Sitting in front of me is someone who doesn’t stake butterflies behind a glass panel. His material is very much alive and kicking: it jumps, claps, somersaults. Dan Jones collects nursery rhymes.

He has been doing it for so long that he can’t even really remember why he started. “It wasn’t systematic, it happened by accident” he admits, as if it was the most logical thing in the world.

It’s only in the last 15 years or so that he’s started being a bit more methodical about it – even inputting the songs into a mysterious software which turns out to be Excel. “I’m not very good electronically,” he chuckles. A ‘ferocious’ selection of 1500 of them will soon be turned into an archive at the British Library.

As well as recording games and rhymes, Jones paints them – the first time he did was for his wife’s project in an art school; “Blimey, that was 50 or 60 years ago” he says, surprising himself.

His enormous murals are filled with children playing, like happy L. S Lowry figurines, and eclectic and colourful characters suspended in the midst of the songs’ lyrics. His works adorn the Museum of Childhood, the National Children’s Bureau as well as Bethnal Green Children’s Library and the University of Newcastle.

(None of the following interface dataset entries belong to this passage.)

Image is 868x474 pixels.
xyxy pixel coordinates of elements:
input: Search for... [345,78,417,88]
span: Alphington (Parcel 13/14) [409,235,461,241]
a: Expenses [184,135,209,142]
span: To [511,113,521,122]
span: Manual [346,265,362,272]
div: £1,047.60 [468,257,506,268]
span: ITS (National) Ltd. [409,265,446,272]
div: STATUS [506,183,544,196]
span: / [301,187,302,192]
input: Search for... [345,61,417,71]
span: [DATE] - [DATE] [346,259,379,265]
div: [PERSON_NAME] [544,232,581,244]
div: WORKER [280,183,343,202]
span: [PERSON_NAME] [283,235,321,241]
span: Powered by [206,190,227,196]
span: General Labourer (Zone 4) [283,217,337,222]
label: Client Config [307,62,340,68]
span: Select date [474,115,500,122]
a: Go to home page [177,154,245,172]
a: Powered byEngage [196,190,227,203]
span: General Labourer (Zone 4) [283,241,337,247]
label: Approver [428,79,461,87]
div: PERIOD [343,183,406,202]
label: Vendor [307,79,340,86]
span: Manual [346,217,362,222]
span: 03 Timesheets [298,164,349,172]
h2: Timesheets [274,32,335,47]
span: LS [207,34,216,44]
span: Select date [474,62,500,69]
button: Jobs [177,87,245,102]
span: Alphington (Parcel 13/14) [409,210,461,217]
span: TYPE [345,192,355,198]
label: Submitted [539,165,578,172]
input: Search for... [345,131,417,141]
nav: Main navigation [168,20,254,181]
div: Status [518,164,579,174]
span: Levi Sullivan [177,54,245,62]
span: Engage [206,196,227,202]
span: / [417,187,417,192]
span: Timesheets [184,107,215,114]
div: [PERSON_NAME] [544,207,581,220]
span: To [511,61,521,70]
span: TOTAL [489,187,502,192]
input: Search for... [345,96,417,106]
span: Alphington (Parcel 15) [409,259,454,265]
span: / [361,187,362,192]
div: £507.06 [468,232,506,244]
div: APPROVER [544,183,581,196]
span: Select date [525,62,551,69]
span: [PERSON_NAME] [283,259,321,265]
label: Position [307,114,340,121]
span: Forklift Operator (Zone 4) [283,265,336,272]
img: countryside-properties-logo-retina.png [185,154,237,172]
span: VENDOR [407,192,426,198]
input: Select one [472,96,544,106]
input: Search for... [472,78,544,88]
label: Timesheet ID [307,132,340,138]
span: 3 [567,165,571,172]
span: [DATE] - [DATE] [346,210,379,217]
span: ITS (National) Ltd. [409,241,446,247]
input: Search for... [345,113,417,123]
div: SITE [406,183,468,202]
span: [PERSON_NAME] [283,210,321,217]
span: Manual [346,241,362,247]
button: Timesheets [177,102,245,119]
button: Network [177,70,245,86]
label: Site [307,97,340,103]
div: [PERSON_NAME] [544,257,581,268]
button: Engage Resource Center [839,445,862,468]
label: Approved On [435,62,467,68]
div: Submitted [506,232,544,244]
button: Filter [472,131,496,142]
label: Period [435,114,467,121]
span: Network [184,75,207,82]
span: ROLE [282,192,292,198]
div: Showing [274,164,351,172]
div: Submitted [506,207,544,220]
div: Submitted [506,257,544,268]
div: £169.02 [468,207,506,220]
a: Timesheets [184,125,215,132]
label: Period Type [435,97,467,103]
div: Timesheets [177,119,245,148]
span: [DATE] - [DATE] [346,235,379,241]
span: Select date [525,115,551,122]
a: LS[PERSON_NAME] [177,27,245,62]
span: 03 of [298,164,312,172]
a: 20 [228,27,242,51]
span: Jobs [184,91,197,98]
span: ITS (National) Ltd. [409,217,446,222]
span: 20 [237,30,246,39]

A primary school teacher and a youth worker for decades, Jones has been in contact with kids for most of his life. After illustrating a book by Michael Rosen and Susanna Steel, ‘Inky Pinky Ponky’, he definitely got a taste for what was to become his lifetime’s project. Now in his 70s, he has stopped teaching but carries on his part-time work for Amnesty – 25 years on from when he started with them, he still gives conferences and talks about human rights to the children in the local schools.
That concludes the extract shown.